I love this list
Type: Posts; User: WICKES; Keyword(s):
I love this list
D H Lawrence: Women In Love Many critics consider this the greatest novel written in English in the 20th-century, second only to Ulysses.
George Orwell: 1984 You have to read it. No excuses....
Agreed. Jude the Obscure is also incredibly bleak. Oddly, though, I don't find Hardy depressing. Maybe it's because, though he did have a bleak view of life, he was himself relatively cheerful. Other...
Agreed. Jude the Obscure is also incredibly bleak. Oddly, though, I don't find Hardy depressing. Maybe it's because, though he did have a bleak view of existence he was himself relatively cheerful....
Chaucer: 'The Prologue to The Canterbury Tales'. I re-read this every Spring, and it never fails to lift me. Chaucer writes with a glorious, joyful, life-affirming warmth. I have even taken him with...
the wor.
Edward St Aubyn's Patrick Melrose novels might qualify. The central character is a heroin addict who is cheated out of his inheritance and then wrecks his marriage. Personally, I think they are...
You mention essayists, yet don't include George Orwell! Some consider him the greatest essayist in the English language. And his literary criticism is superb.

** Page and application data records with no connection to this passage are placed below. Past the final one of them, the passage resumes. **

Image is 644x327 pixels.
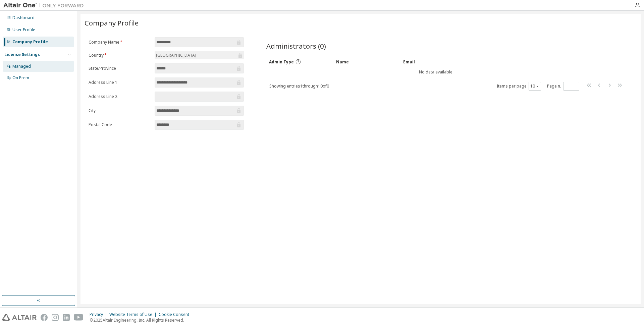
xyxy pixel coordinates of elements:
div: License Settings [4,52,40,57]
label: Postal Code [89,122,150,127]
label: Address Line 1 [89,80,150,85]
label: State/Province [89,66,150,71]
div: Managed [12,64,31,69]
div: [GEOGRAPHIC_DATA] [155,52,197,59]
label: Country [89,53,150,58]
td: No data available [266,67,605,77]
span: Company Profile [85,18,139,27]
div: User Profile [12,27,35,33]
div: Website Terms of Use [109,312,159,317]
span: Admin Type [269,59,294,65]
div: Privacy [90,312,109,317]
img: instagram.svg [52,314,59,321]
label: Company Name [89,40,150,45]
div: Name [336,56,398,67]
span: Administrators (0) [266,42,326,50]
img: linkedin.svg [63,314,70,321]
div: Cookie Consent [159,312,193,317]
label: Address Line 2 [89,94,150,99]
div: Email [403,56,464,67]
p: © 2025 Altair Engineering, Inc. All Rights Reserved. [90,317,193,323]
div: On Prem [12,75,29,80]
img: youtube.svg [73,314,84,321]
div: Dashboard [12,15,35,20]
span: Showing entries 1 through 10 of 0 [269,83,329,89]
button: 10 [530,84,539,89]
div: Company Profile [12,39,48,44]
span: Page n. [547,82,579,90]
div: [GEOGRAPHIC_DATA] [155,51,244,59]
img: Altair One [3,2,87,9]
img: altair_logo.svg [2,314,36,321]
img: facebook.svg [40,314,48,321]
span: Items per page [496,82,541,90]
label: City [89,108,150,113]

His essay on Dickens, for example, is a...
He is an interesting and entertaining writer. But he also holds fairly conservative views, and many people love him for it. Bloom believes in, and defends, 'the canon'. Unfortunately, just because...

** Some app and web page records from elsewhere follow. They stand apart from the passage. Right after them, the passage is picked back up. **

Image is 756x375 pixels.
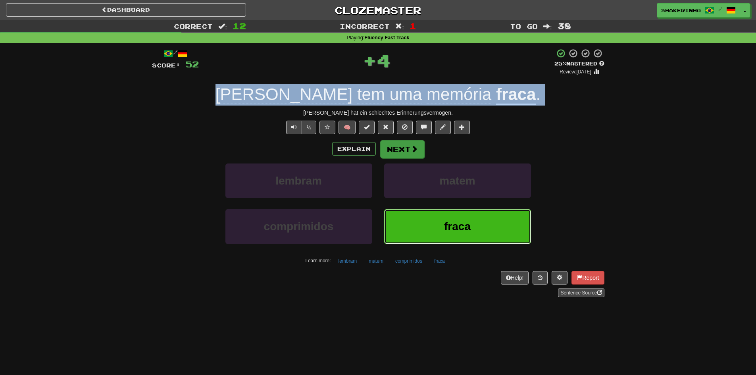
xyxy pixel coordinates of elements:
button: lembram [334,255,362,267]
button: lembram [226,164,372,198]
button: Edit sentence (alt+d) [435,121,451,134]
button: Reset to 0% Mastered (alt+r) [378,121,394,134]
button: Help! [501,271,529,285]
a: Clozemaster [258,3,498,17]
a: Dashboard [6,3,246,17]
span: 38 [558,21,571,31]
span: 25 % [555,60,567,67]
div: Mastered [555,60,605,68]
span: . [536,85,541,104]
button: Set this sentence to 100% Mastered (alt+m) [359,121,375,134]
span: tem [357,85,385,104]
button: Favorite sentence (alt+f) [320,121,336,134]
a: Sentence Source [558,289,604,297]
span: 52 [185,59,199,69]
strong: Fluency Fast Track [365,35,409,41]
span: 1 [410,21,417,31]
span: memória [427,85,492,104]
small: Learn more: [305,258,331,264]
span: : [544,23,552,30]
button: 🧠 [339,121,356,134]
span: 4 [377,50,391,70]
button: comprimidos [226,209,372,244]
u: fraca [496,85,536,105]
button: fraca [430,255,450,267]
button: Play sentence audio (ctl+space) [286,121,302,134]
span: Correct [174,22,213,30]
span: : [396,23,404,30]
small: Review: [DATE] [560,69,592,75]
span: fraca [444,220,471,233]
button: matem [365,255,388,267]
span: matem [440,175,475,187]
span: + [363,48,377,72]
span: comprimidos [264,220,334,233]
button: matem [384,164,531,198]
button: Report [572,271,604,285]
button: fraca [384,209,531,244]
button: Ignore sentence (alt+i) [397,121,413,134]
span: uma [390,85,423,104]
span: To go [510,22,538,30]
button: Next [380,140,425,158]
button: Explain [332,142,376,156]
button: Discuss sentence (alt+u) [416,121,432,134]
span: shakerinho [662,7,701,14]
div: [PERSON_NAME] hat ein schlechtes Erinnerungsvermögen. [152,109,605,117]
span: lembram [276,175,322,187]
a: shakerinho / [657,3,741,17]
span: [PERSON_NAME] [216,85,353,104]
span: Score: [152,62,181,69]
button: Add to collection (alt+a) [454,121,470,134]
button: comprimidos [391,255,427,267]
button: Round history (alt+y) [533,271,548,285]
span: 12 [233,21,246,31]
span: / [719,6,723,12]
div: / [152,48,199,58]
button: ½ [302,121,317,134]
div: Text-to-speech controls [285,121,317,134]
span: Incorrect [340,22,390,30]
span: : [218,23,227,30]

Right Ho Jeeves is a near perfect piece of comic writing.
I didn't even know it had been released until I saw it in my local bookstore this morning. I looked up a few reviews and they were generally positive. But it is a monster of a book – longer than the...
I remember watching an interview with Christopher Hitchens once in which the interviewer said something about everyone having a novel inside them. Hitchens replied "yes, and in the vast majority of...

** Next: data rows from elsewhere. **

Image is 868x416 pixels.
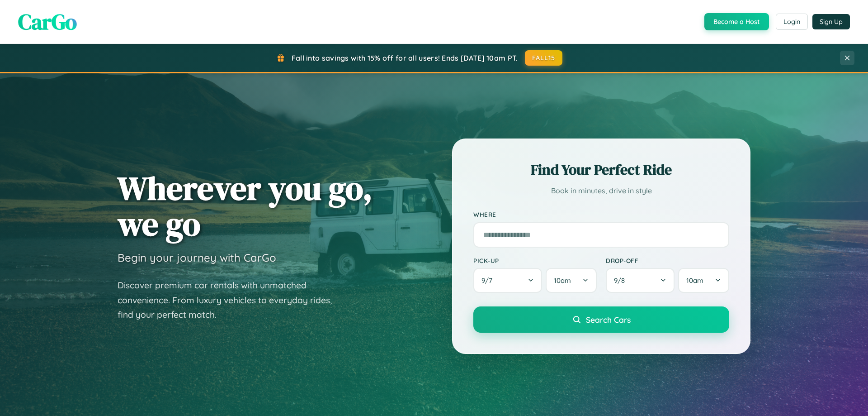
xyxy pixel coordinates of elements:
[473,257,597,264] label: Pick-up
[18,7,77,37] span: CarGo
[606,268,674,293] button: 9/8
[704,13,769,30] button: Become a Host
[473,184,729,198] p: Book in minutes, drive in style
[118,251,277,264] h3: Begin your journey with CarGo
[481,276,497,285] span: 9 / 7
[473,306,729,332] button: Search Cars
[678,268,729,293] button: 10am
[525,50,563,66] button: FALL15
[473,268,542,293] button: 9/7
[606,257,729,264] label: Drop-off
[813,14,850,30] button: Sign Up
[686,276,703,285] span: 10am
[554,276,571,285] span: 10am
[118,278,344,322] p: Discover premium car rentals with unmatched convenience. From luxury vehicles to everyday rides, ...
[291,53,518,62] span: Fall into savings with 15% off for all users! Ends [DATE] 10am PT.
[776,13,807,30] button: Login
[473,160,729,180] h2: Find Your Perfect Ride
[586,315,631,324] span: Search Cars
[614,276,629,285] span: 9 / 8
[473,211,729,218] label: Where
[546,268,597,293] button: 10am
[118,170,373,241] h1: Wherever you go, we go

No, I think it is a boy's grammar school. Some people have called that chapter the single greatest piece of comic writing in the English language.
I can't think of specific passages, but it might be worth stressing the difference between London and rest of Victorian Britain. London was a dark, monstrous place by the middle of the 19th century –...
God, yes, that is hilarious (but not as hilarious as the actual biography!!)
Yes, that's a very good post. I agree.
I have never been able to make up my mind about Tolkien. On the whole, I do think the Lord of the Rings are magnificent, though I never quite enjoy them as...
Try Walter Pater and John Ruskin. Both were revered in their day and, interestingly, both were professors at Oxford when Oscar Wilde was a student there. Wilde used to go on long walks with Ruskin...
Is there any passage of writing that always cheers you up when you feel depressed? A paragraph/ chapter/ passage or even a single sentence/ line that is guaranteed to make you feel like life is worth...
It is a great novel. I can't remember where I heard (or read) this, but I'm sure it has been called the most underrated novel of the 20th century.
I should think it depends on both the author and the book. Some writers find that one book almost writes itself, while the next is a hellish struggle. For some it comes naturally, others have to...
This is a great idea for a thread. Literature is a wonderful antidote to depression. When I feel my mood dropping I often read out loud from my favourite works.
The following are my 'emergency...
'Right ho Jeeves' by PG Wodehouse, 'Decline and Fall' by Evelyn Waugh (the funniest writer in the English language imo), and 'Crome Yellow' by Aldous Huxley.
They were mostly by English-British writers: Roald Dahl's 'BFG', Enid Blyton's 'Secret Seven', Treasure Island and 'The Lion the Witch and the Wardrobe'. The happiest memories of my life are not...
'H is For Hawk' was my favourite book of 2015- just beautiful.